This past week, to lower drug costs, a bill was introduced in the Colorado legislature – SENATE BILL 21-123 – to allow drug imports from countries other than Canada. Colorado, which passed a law in 2019 allowing drug importation from Canada, apparently wants access to even lower cost drugs than Canada can offer. It’s also a way to address the real obstacle that Canada’s population is only 11% the size of the U.S. population and excess drugs supplies are limited. State of Reform does a nice job covering this bill, but this post gives some underlying and important history.
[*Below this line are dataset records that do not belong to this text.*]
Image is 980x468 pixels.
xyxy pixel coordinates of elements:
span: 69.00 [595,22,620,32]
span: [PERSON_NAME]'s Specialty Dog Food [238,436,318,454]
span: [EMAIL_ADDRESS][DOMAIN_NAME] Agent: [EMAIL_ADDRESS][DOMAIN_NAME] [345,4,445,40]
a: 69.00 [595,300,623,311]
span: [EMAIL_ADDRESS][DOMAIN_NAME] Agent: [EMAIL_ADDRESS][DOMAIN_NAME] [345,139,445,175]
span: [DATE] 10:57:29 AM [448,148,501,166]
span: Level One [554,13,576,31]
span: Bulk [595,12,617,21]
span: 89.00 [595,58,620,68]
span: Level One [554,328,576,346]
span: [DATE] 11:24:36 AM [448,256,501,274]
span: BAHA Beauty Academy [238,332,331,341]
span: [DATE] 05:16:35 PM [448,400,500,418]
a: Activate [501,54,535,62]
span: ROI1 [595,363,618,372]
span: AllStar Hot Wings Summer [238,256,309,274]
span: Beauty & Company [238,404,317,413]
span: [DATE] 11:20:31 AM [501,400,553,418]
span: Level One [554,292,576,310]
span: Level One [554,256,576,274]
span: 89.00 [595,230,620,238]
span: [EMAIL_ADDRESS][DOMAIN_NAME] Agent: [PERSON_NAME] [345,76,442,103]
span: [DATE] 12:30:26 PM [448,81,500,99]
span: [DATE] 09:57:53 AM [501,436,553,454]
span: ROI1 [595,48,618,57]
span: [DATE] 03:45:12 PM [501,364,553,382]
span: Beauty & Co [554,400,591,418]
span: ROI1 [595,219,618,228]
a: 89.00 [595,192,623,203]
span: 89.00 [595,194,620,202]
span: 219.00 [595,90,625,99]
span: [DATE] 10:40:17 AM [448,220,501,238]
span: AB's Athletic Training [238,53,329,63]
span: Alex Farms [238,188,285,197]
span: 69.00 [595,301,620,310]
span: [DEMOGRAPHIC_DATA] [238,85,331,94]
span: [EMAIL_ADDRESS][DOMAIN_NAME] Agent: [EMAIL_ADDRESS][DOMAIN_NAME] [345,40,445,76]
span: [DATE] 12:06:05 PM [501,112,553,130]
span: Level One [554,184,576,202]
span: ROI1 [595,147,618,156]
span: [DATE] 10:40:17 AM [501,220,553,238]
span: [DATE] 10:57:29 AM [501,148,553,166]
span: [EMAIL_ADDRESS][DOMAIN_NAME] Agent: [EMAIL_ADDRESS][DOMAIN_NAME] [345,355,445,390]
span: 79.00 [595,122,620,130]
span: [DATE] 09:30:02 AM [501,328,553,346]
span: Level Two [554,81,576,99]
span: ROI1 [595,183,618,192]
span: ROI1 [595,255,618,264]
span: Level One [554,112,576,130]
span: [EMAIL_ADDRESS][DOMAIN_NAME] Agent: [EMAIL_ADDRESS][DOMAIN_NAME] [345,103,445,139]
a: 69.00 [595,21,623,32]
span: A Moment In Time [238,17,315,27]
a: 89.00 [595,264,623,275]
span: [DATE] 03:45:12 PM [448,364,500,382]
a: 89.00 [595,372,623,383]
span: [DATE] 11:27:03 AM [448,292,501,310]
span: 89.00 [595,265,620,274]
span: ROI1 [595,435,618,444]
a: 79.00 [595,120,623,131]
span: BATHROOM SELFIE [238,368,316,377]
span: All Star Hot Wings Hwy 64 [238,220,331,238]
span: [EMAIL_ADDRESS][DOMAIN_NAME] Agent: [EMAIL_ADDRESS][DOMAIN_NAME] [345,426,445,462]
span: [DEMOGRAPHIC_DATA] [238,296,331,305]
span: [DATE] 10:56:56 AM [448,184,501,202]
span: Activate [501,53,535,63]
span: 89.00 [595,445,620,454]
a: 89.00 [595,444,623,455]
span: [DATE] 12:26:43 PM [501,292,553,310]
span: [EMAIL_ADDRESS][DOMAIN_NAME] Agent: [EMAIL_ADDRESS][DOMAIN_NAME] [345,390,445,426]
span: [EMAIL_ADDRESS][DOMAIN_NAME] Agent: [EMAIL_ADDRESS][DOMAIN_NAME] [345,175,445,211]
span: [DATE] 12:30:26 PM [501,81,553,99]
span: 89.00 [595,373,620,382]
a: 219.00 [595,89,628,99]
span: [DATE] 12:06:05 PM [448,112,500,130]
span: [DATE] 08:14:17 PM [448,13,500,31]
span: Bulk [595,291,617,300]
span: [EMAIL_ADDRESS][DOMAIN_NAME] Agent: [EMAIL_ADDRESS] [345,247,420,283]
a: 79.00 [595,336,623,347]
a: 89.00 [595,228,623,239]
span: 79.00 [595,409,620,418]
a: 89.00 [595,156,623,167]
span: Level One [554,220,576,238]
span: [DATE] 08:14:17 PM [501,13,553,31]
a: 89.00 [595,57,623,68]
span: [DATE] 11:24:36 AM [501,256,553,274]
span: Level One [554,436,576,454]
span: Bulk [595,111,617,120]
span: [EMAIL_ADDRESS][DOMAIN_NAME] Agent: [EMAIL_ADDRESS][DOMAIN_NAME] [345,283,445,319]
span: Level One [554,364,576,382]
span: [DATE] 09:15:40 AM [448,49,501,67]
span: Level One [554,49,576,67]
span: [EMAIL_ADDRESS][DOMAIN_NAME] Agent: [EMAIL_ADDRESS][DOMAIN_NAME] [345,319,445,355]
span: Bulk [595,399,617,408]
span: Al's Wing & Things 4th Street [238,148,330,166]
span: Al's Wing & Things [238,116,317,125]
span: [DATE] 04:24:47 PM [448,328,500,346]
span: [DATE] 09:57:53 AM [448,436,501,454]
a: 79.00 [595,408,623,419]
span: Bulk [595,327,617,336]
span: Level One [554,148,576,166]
I applaud Colorado for this move, but there’s a little problem. Existing law, as found in the Medicare Prescription Drug Modernization and Improvement Act of 2003 (MMA), only allows wholesale drug importation from Canada (if safety and savings are certified by the HHS Secretary). Before there was the MMA, however, there was the Medicines Equity and Drug Safety Act of 2000 (MEDS Act). In fact, it was the MEDS Act that first added Section 804 to the Food, Drug, and Cosmetic Act calling for new importation regulations to help lower drug costs, and it was much larger in geographical scope.
The MEDS Act called for importation “from a country, union, or economic area that is listed in subparagraph (A) of section 802(b)(1) or designated by the Secretary, subject to such limitations as the Secretary determines to be appropriate to protect the public health.” Translating that into normal language, the MEDS Act would allow imports from Australia, Canada, Israel, Japan, New Zealand, Switzerland, or South Africa; or countries of the European Union. The rough estimate of the combined population of those countries is over 750 million, a large enough market to handle new drug imports from the United States. The MMA took a sledgehammer to the MEDS Act by making Canada the only eligible country for wholesale importation.
Colorado’s new bill recognizes this limitation and makes it clear that the proposed expansion to countries beyond Canada for drug imports will require an amendment to Section 804 allowing the same.
There are a lot of states, 19, that have introduced drug importation bills; six have passed and four states have submitted programs to HHS seeking approval to begin importing. Real momentum occurred on drug importation under the Trump Administration in the form of a final rule implementing Section 804 and an executive order on drug importation. President Biden’s campaign policy platform supported drug importation, too, but it’s unknown at this time what direction the administration will take.
Technically, Section 804 already permits drug importation from countries beyond Canada but only for personal use – not wholesale importation – as long as the import doesn’t present an unreasonable risk. In fact, in the same legislation that includes the MEDS Act, there was the “Prescription Drug Import Fairness Act of 2000,” which stated:
“Patients and their families sometimes have reason to import into the United States drugs that have been approved by the Food and Drug Administration (‘FDA’).”
It was probably that language that led the drafters of the MMA, three years later, to allow for personal importation. On the state level, California’s new drug importation bill is the first to call for expanding safe personal importation from potentially many countries with strong pharmaceutical standards. There is no geographical limitation to personal importation in Section 804.
For this geographical expansion to occur for wholesale drug importation, federal legislation is needed. Perhaps Colorado’s new legislative move will encourage other states to follow suit. That may motivate Congress and the president, after all these years, to turn the MMA back into the MEDS Act.